Crossword clues for nutritious
Longman Dictionary of Contemporary English
The Collaborative International Dictionary
Nutritious \Nu*tri"tious\, a. [L. nutricius, nutritius, from nutrix, -icis, a nurse, nutrire to nourish. See Nurse, Nourish.] Nourishing; promoting growth, or preventing decay; alimental. -- Nu*tri"tious*ly, adv. -- Nu*tri"tious*ness, n.
Douglas Harper's Etymology Dictionary
1660s, from Latin nutricius "that which nourishes, nurses," from nutrix (genitive nutricis) "a nurse," from nutrire (see nourish). Related: Nutritiously.
Wiktionary
a. (context of food or drink English) Providing nutrients; healthy to eat.
WordNet
adj. of or providing nourishment; "good nourishing stew" [syn: alimentary, alimental, nourishing, nutrient, nutritive]
Usage examples of "nutritious".
The Abies children would be turned over to their maternal grandparents following a nutritious meal, routine physical and psychological examinations, and subsequent individual questioning.
Such aliment would have been not only highly nutritious, but it would also have acted as an efficient remedial agent for the removal of the scorbutic condition.
The treatment of this disease should consist in rest for the hip-joint, cleanliness of the person and plenty of fresh air and light, a nutritious diet and the use of tonics and sustaining alterative, or blood-cleansing medicines.
The noted mineral-waters containing iron, sulphur, carbonic acid, supply nutritious or stimulating materials to the body as much as phosphate of lime and ammoniacal compounds do to the cereal plants.
While properly regulating and restricting the food of the invalid when necessary, they also recognize the fact that many are benefited by a liberal diet of the most substantial food, as steaks, eggs, oysters, milk, and other very nutritious articles of diet, which are always provided in abundance for those for whom they are suited.
We know from the strong odour of cooked cabbageleaves that boiling water produces some chemical change in them, and that they are thus rendered far more digestible and nutritious to man.
The tubers contain a nutritious substance, and are eaten by the Tartars.
After the component parts of the organism have assimilated the nutritious elements of particular kinds of food for a certain length of time, they lose the power of effecting the necessary changes for proper nutrition, and a supply of other material is imperatively demanded.
Prescribe such a nutritious diet as will agree with the enfeebled condition of the patient.
He had created and organized a mobile food-collecting service, complete with uniforms, to provide the needy with nutritious food from the best restaurants in a wealthy town, an implication that Hoyt let stand.
Please, when you come, bring some muesli bars and fruit, something nutritious.
They had dubbed it a pingpear, and it was one of the eight fruits that Nen Yim had identified as edible and nutritious.
I permitted Red Lightning to line his belly with nutritious grasses and then I called him to me, resaddled, and was on my way again up the wooded, winding canyon, following a well marked trail in which constantly appeared the spoor of coyote, wolf, hellhound, deer and lion, as well as the tracks of domestic animals and the sandaled feet of slaves, but I saw no signs of shod horses to indicate the presence of Kalkars.
I permitted Red Lightning to line his belly with nutritious grasses and then I called him to me, resaddled, and was on my way again up the wooded, winding canon, following a well marked trail in which constantly appeared the spoor of coyote, wolf, hellhound, deer and lion, as well as those of domestic animals and the sandaled feet of slaves, but I saw no signs of shod horses to indicate the presence of Kalkars.
Included in the several hundred pounds of roughage consumed every day, which they passed through their bodies within twelve hours, was a small, though necessary, addition of succulent, broad-leaved, more nutritious plants, or occasionally a few choice leaves of willow, birch, or alder trees, higher in food value than the coarse tallgrass and sedge, but toxic to mammoths in large quantities.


■ Your objective: Without the pictures, set down everything in the listing exactly.

◆ ◆ ◆

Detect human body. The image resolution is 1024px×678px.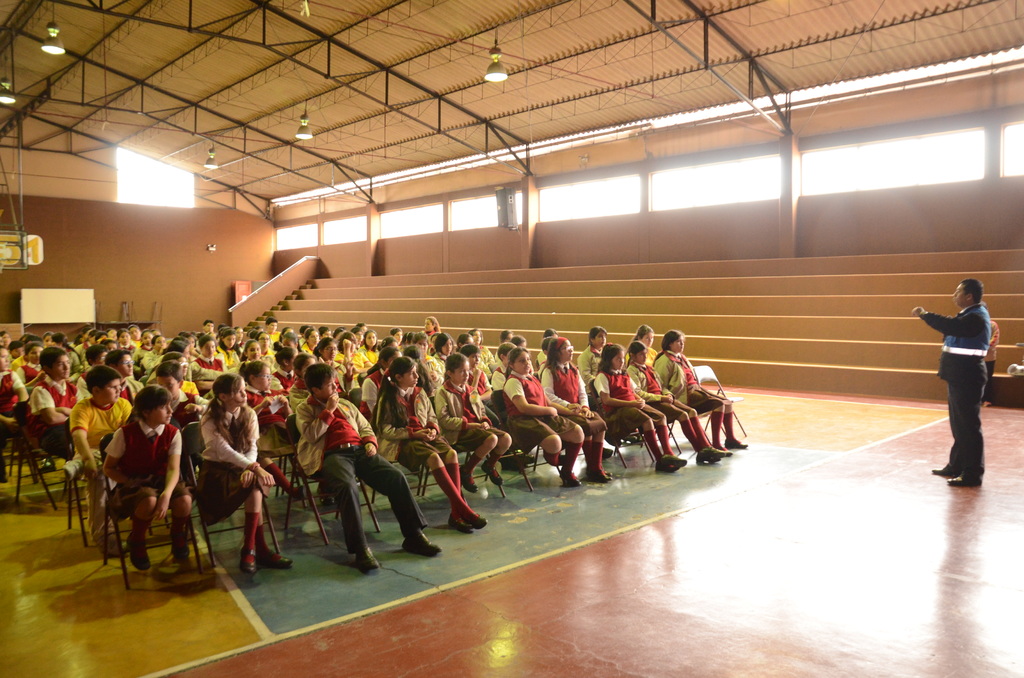
494,348,615,490.
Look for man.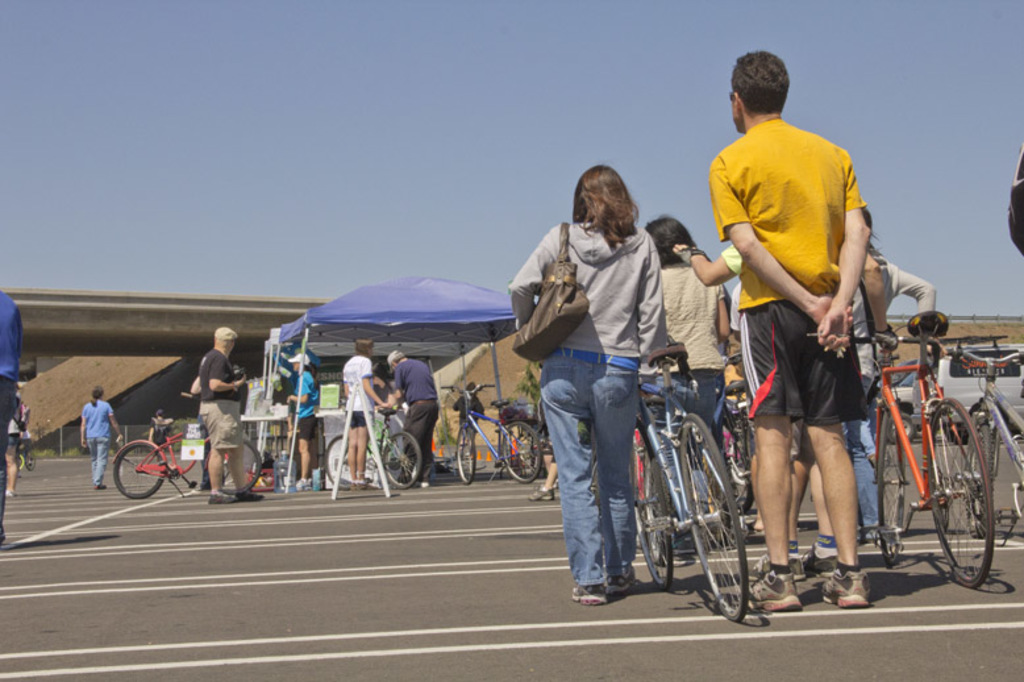
Found: 149,409,167,444.
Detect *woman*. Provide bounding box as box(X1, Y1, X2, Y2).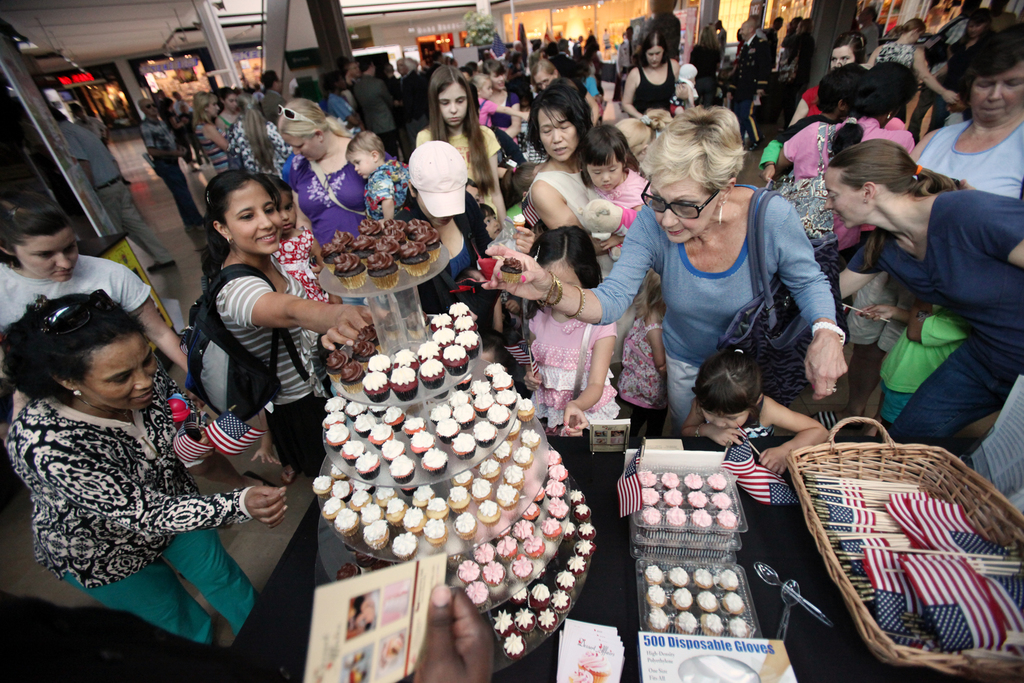
box(790, 31, 863, 126).
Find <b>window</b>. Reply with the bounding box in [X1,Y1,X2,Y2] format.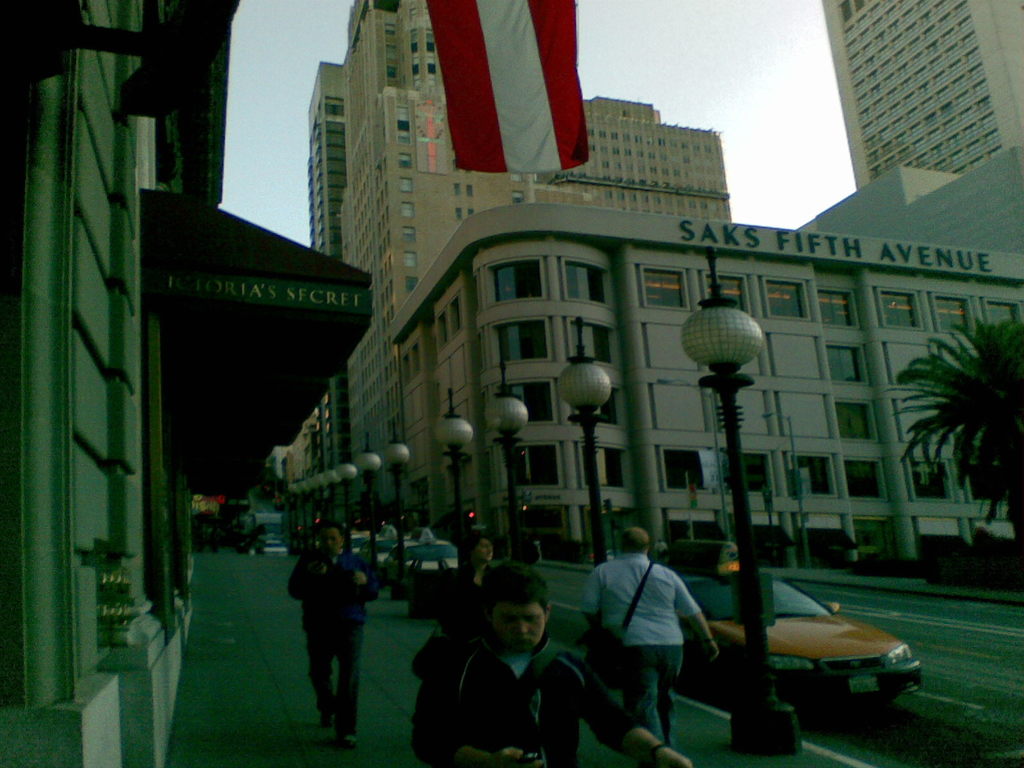
[514,438,557,487].
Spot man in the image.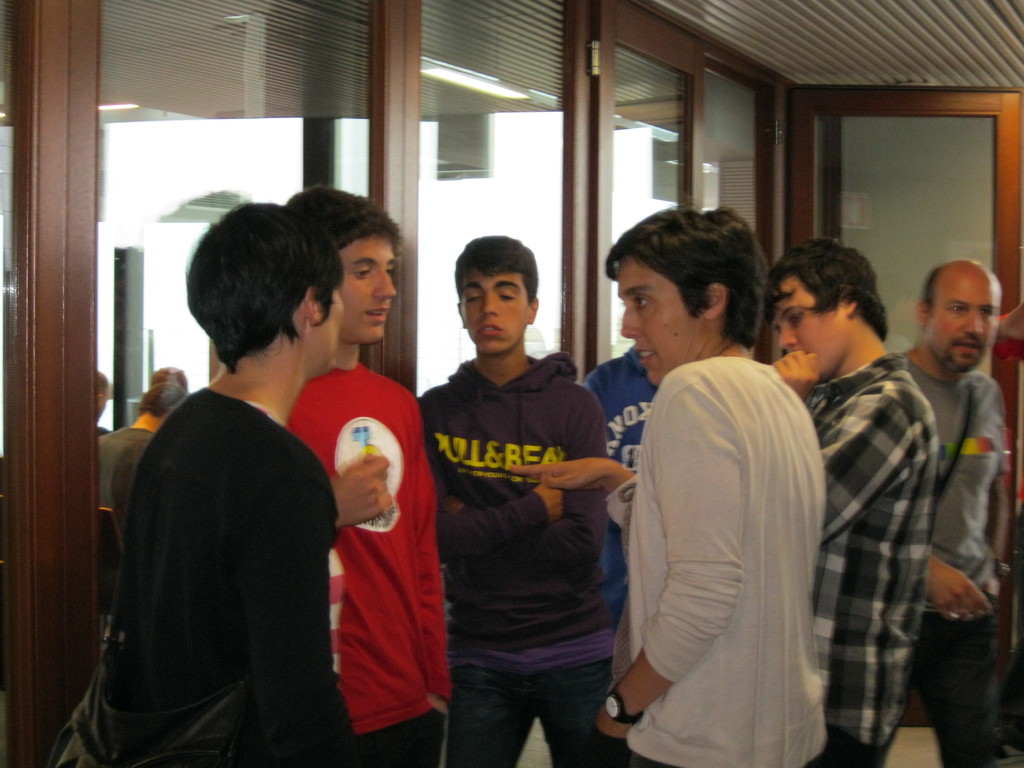
man found at 92:369:111:445.
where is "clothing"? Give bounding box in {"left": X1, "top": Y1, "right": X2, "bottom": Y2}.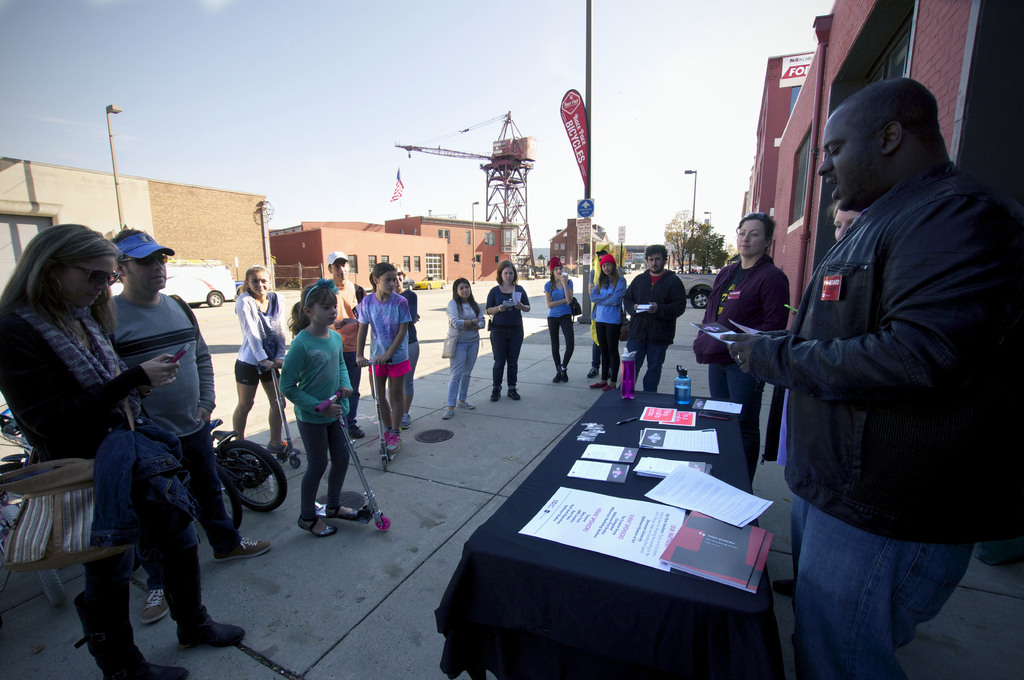
{"left": 176, "top": 420, "right": 246, "bottom": 559}.
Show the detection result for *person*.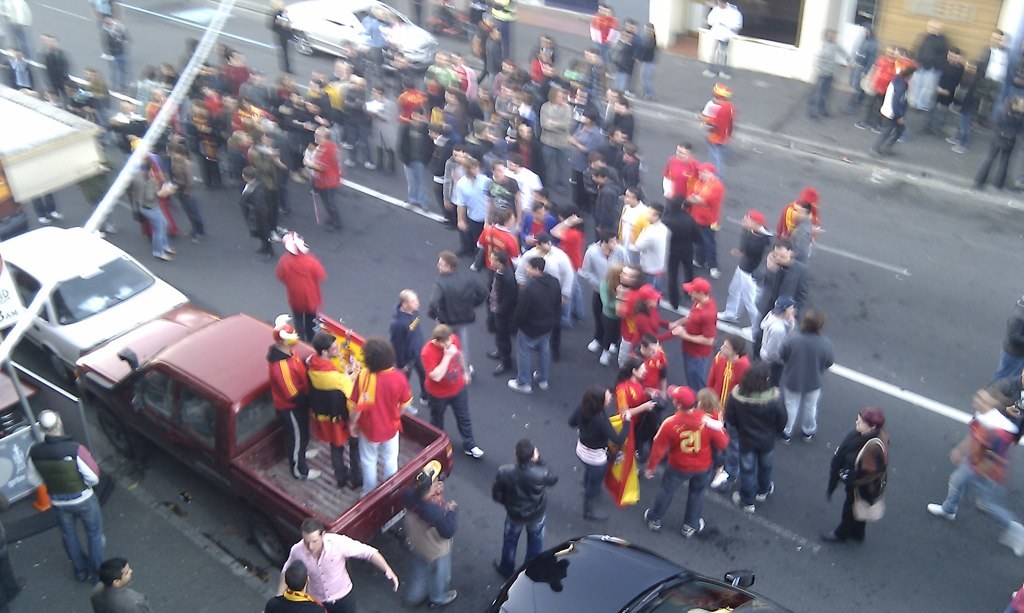
detection(817, 406, 892, 547).
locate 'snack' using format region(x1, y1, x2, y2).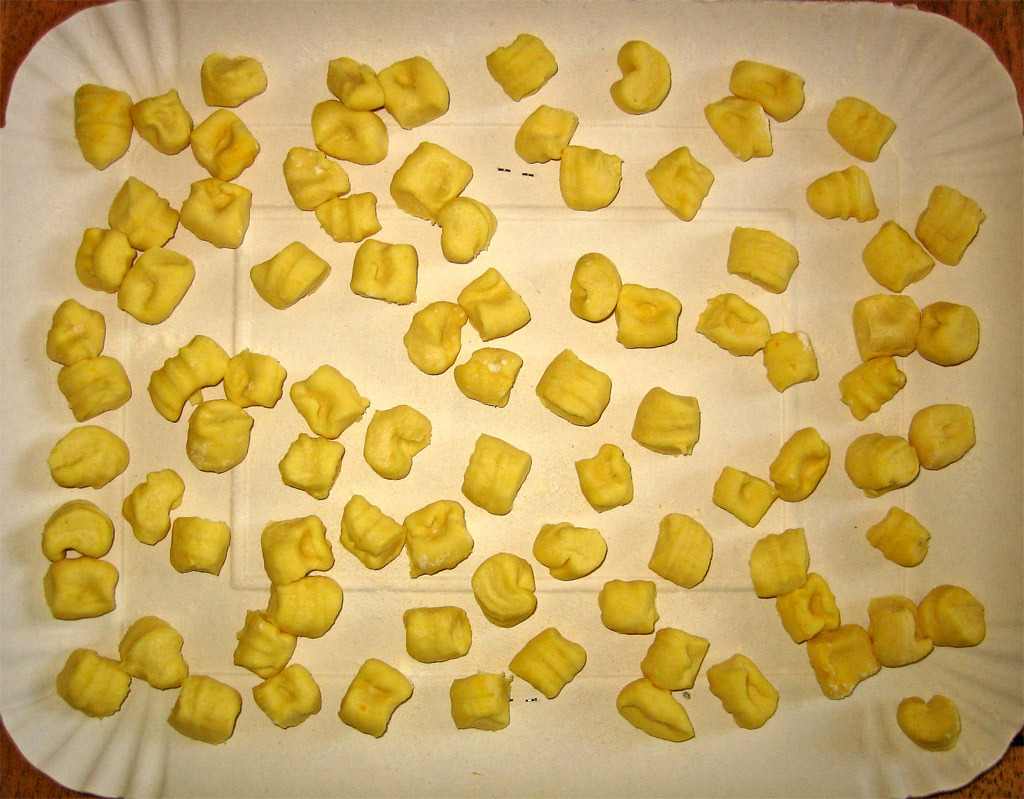
region(363, 400, 438, 477).
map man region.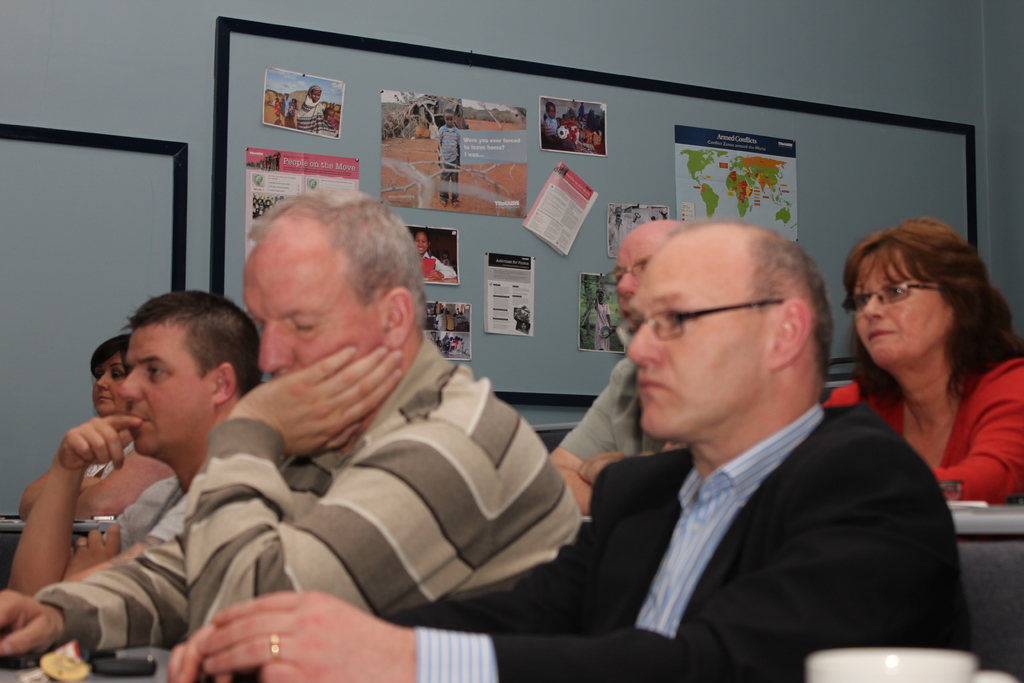
Mapped to left=4, top=289, right=262, bottom=600.
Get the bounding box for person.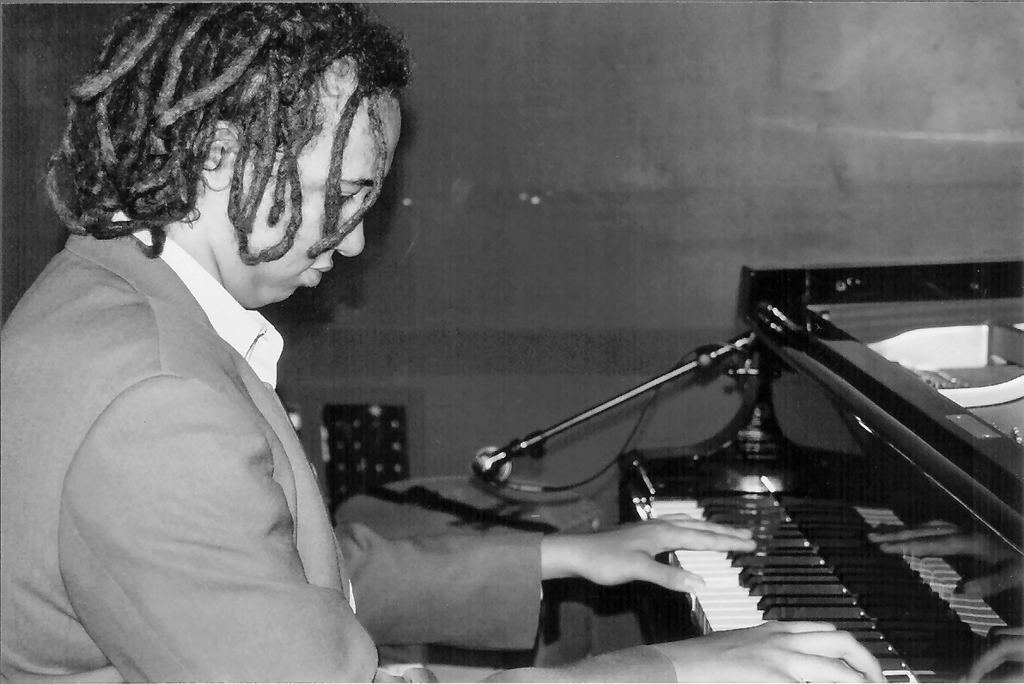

◆ ◆ ◆

■ Finished exercise:
Detect human body. The image resolution is 1024px×678px.
494,348,615,490.
Look for man.
Found: 149,409,167,444.
Detect *woman*. Provide bounding box as box(X1, Y1, X2, Y2).
box(790, 31, 863, 126).
Find <b>window</b>. Reply with the bounding box in [X1,Y1,X2,Y2] format.
[514,438,557,487].
Spot man in the image.
man found at 92:369:111:445.
where is "clothing"? Give bounding box in {"left": X1, "top": Y1, "right": X2, "bottom": Y2}.
{"left": 176, "top": 420, "right": 246, "bottom": 559}.
Show the detection result for *person*.
detection(817, 406, 892, 547).
locate 'snack' using format region(x1, y1, x2, y2).
region(363, 400, 438, 477).
map man region.
Mapped to left=4, top=289, right=262, bottom=600.
Get the bounding box for person.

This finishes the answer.